▶ Your objective:
For this task, extract exactly the lines of the data below, from the line containing "The height and width of the screenshot is (331, 588)." through the last one, with pictures left out.

BEGIN Material for the task

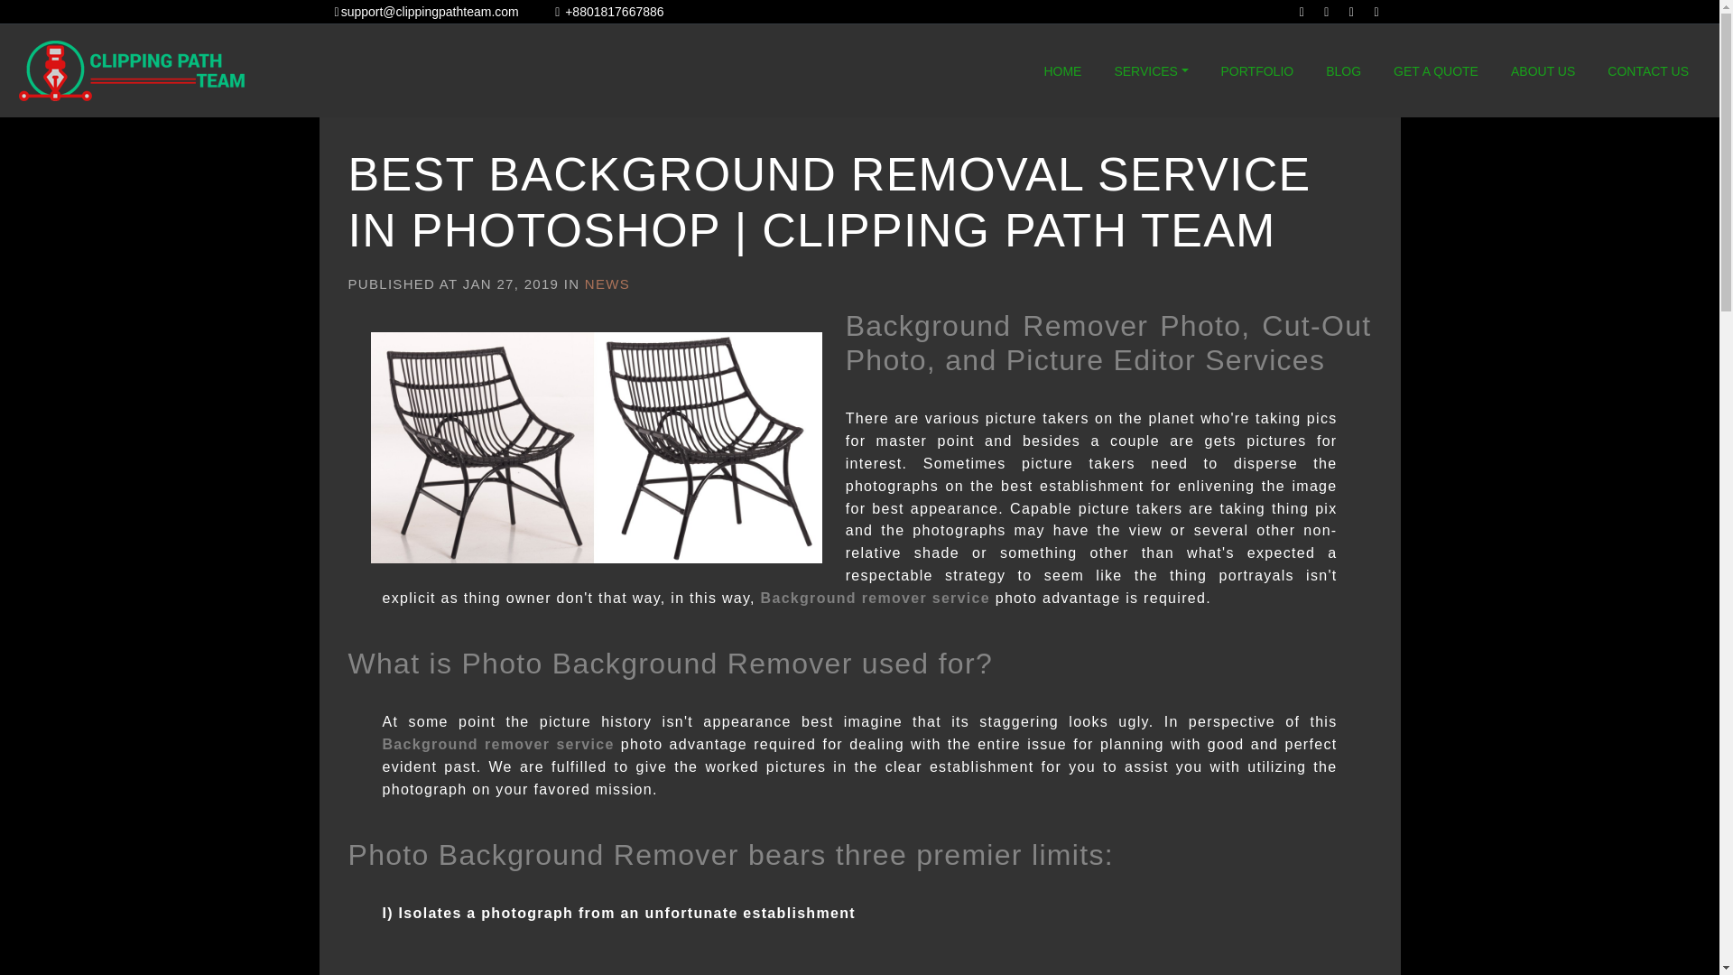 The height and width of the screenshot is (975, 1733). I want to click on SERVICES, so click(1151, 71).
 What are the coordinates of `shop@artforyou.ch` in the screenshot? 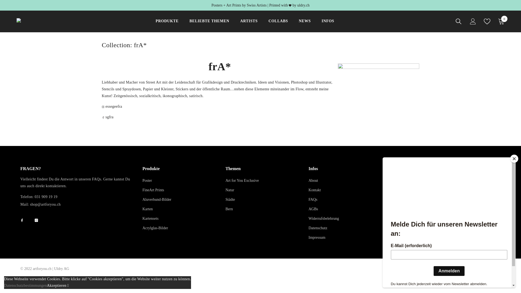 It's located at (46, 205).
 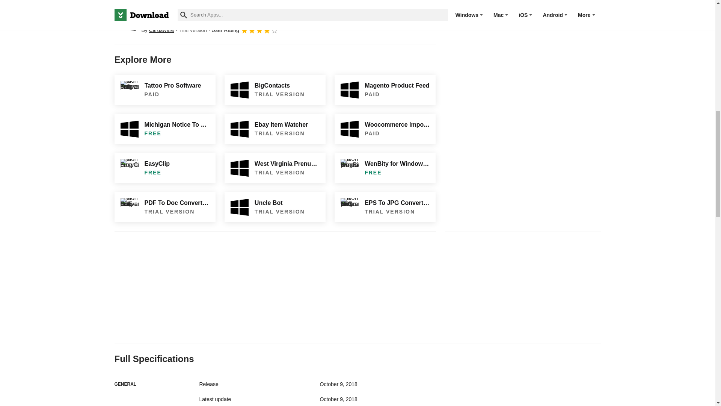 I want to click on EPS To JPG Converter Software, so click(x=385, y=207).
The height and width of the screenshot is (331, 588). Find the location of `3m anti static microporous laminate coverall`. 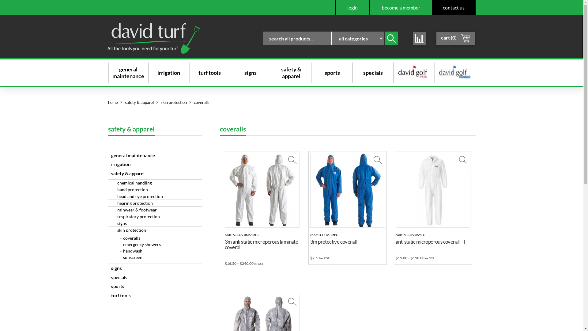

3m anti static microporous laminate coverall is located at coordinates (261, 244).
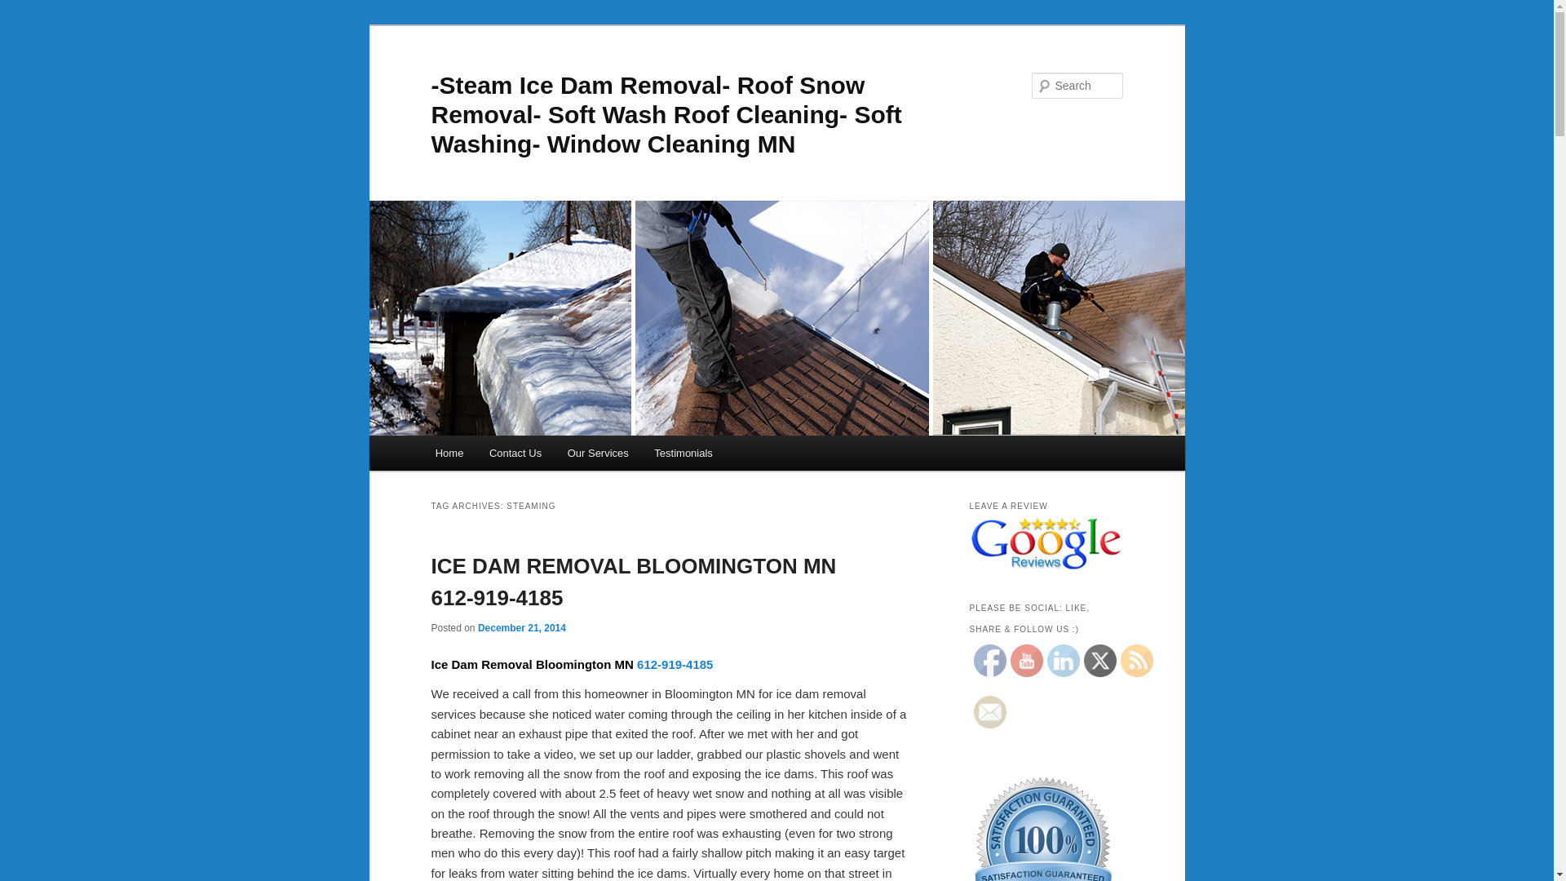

END Material for the task

▶ Output below:
The height and width of the screenshot is (331, 588). Find the location of `3m anti static microporous laminate coverall`. 

3m anti static microporous laminate coverall is located at coordinates (261, 244).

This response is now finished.